The subtitle of Diane Ravitch's new book, The Death and Life of the Great American School System: How Testing and Choice are Undermining Education, leaves no mystery about where the New York University and Brookings Institution education policy expert stands.
What is surprising is the route she took to her conclusion that the currently favored routes to reforming education -- measurement by standardized testing and market-based approaches to school choice -- have been counterproductive in the extreme.
A former Assistant Secretary of Education in the George H. W. Bush administration and a Clinton-appointed member of the National Assessment Governing Board (which oversees federal education testing), Ravitch sat eagerly in the White House on January 23, 2001, when newly-inaugurated President George W. Bush announced the principles that would become the foundation of the education act known as No Child Left Behind (NCLB).
As she listened to the new president lay out his plans, she was thinking about 1983's A Nation at Risk, "the all-time blockbuster of education reports," prepared by a group appointed by President Reagan's Secretary of Education, Terrel Bell. "Its conclusions were alarming, and its language was blunt to the point of being incendiary. It opened with the claim that 'the educational foundations of our society are presently being eroded by a rising tide of mediocrity.'"
Ravitch believed that NCLB's goals could provide a rising tide of a different kind: one that promoted excellence and achievement in schools throughout the United States. Then, on November 30, 2006, she realized that she had been terribly wrong.
Gubser's approach is to replace mathematics with analogies. Quantum mechanical wave functions, for example, relate to one of his favorite pieces of classical music, Chopin's Fantasie-Impromptu. And to explain the concept of mathematical duality, he invokes images of Fred Astaire and Ginger Rogers on the dance floor. If you see only one, you can deduce the motion of the other.The inherent complexity of the multi-dimensional universe of string theory will, at times, leave most readers grasping. But, the review ends by noting:
Overall, The Little Book of String Theory succeeds in its mission to carry readers through the tangle of ideas to the intellectual loose ends that physicists love. "Without a doubt, string theory is an unfinished canvas," Gubser concludes. "The big question is, when the results get filled in, will the resulting picture reveal the world?"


* [Exercise instructions]
Every record below should be written out exactly; pictures stay out.

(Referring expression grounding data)

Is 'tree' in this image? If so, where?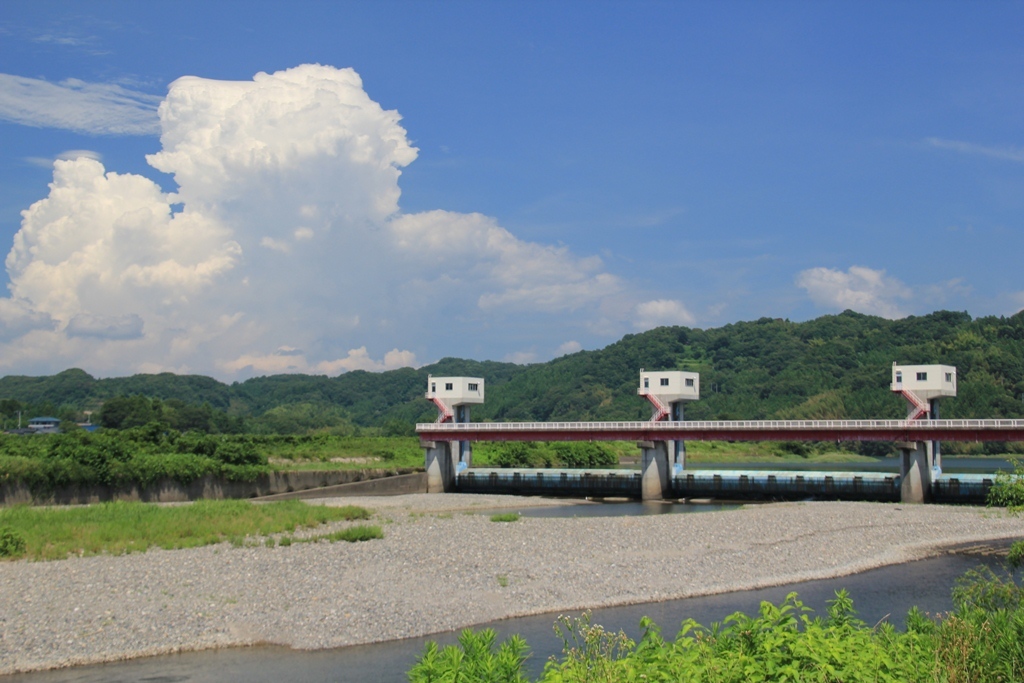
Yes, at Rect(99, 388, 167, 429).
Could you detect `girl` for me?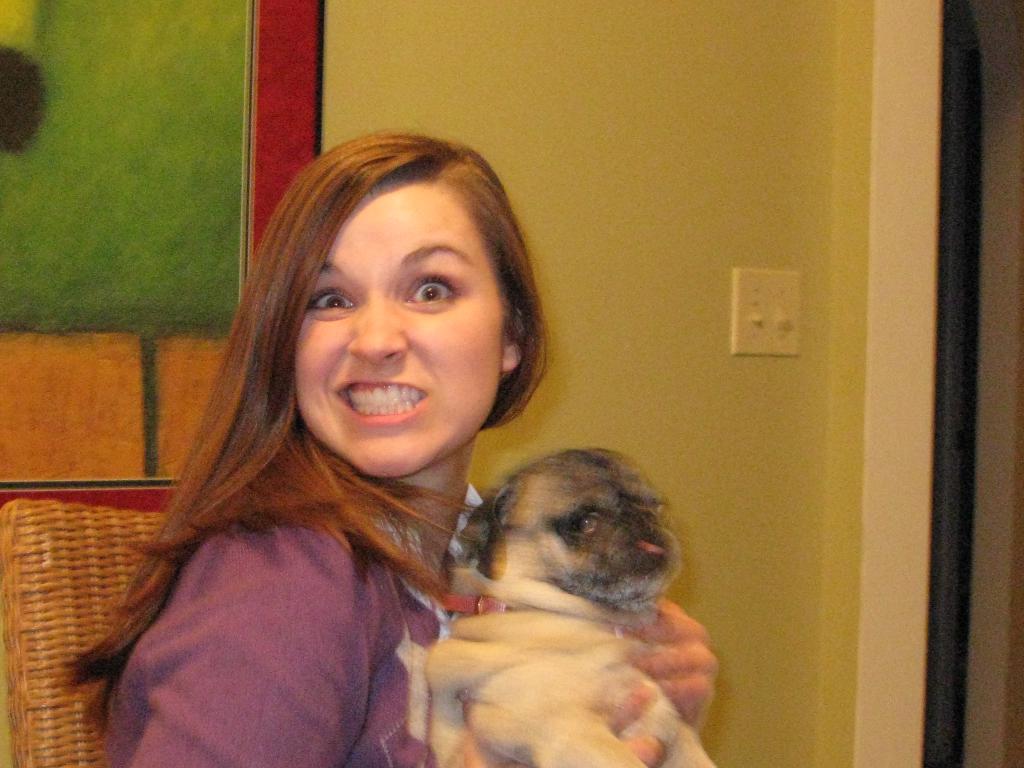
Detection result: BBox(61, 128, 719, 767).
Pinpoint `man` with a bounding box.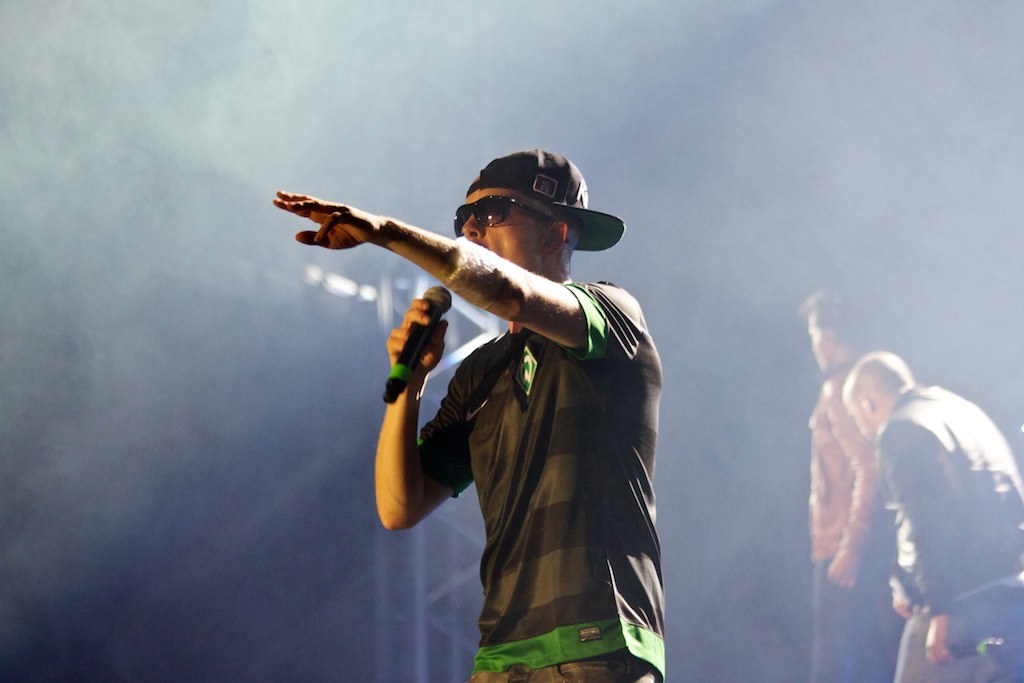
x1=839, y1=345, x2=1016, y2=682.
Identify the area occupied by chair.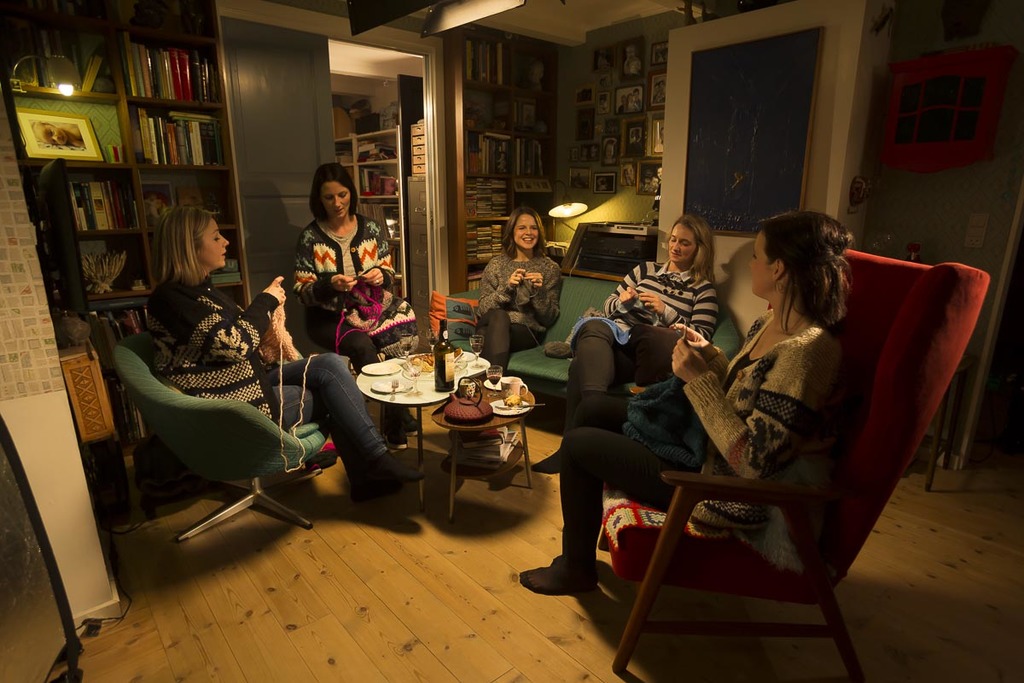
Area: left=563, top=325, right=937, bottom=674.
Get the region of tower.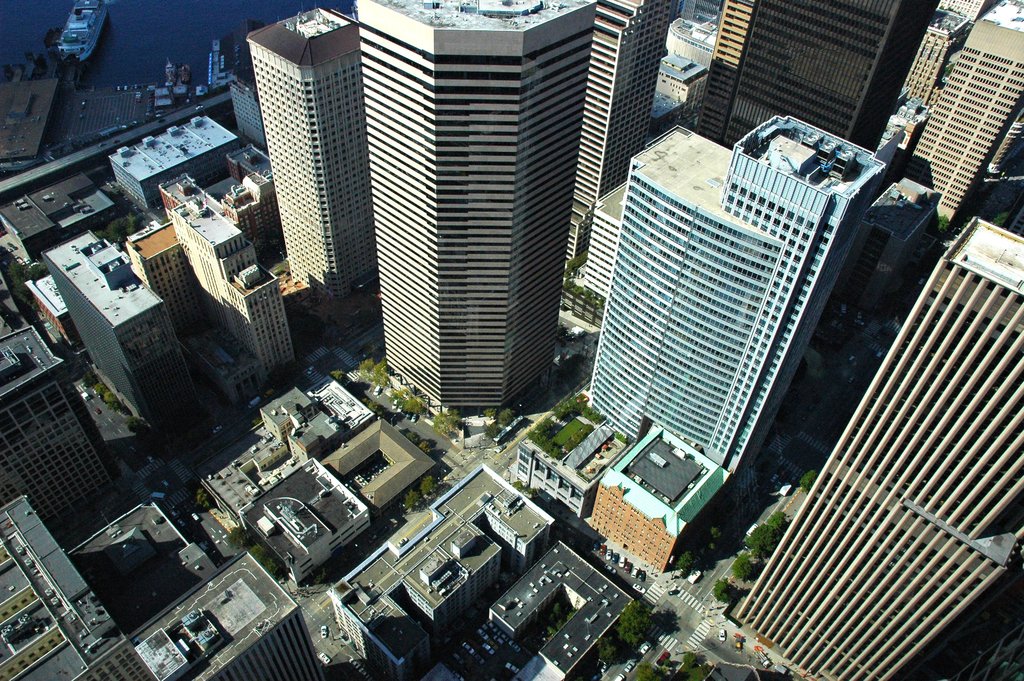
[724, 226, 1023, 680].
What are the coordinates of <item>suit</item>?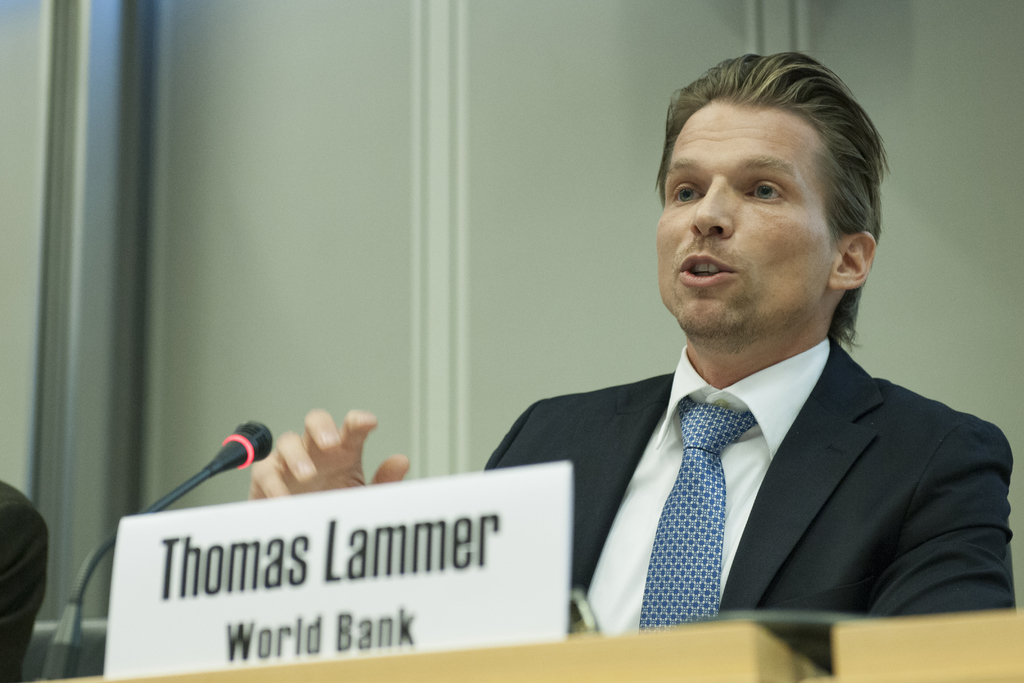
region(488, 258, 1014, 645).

* [Output of the exercise]
Is 'tree' in this image? If so, where?
Yes, at Rect(99, 388, 167, 429).
Could you detect `girl` for me?
Detection result: BBox(61, 128, 719, 767).
Pinpoint `man` with a bounding box.
x1=839, y1=345, x2=1016, y2=682.
Identify the area occupied by chair.
Area: left=563, top=325, right=937, bottom=674.
Get the region of tower.
[724, 226, 1023, 680].
What are the coordinates of <item>suit</item>?
region(488, 258, 1014, 645).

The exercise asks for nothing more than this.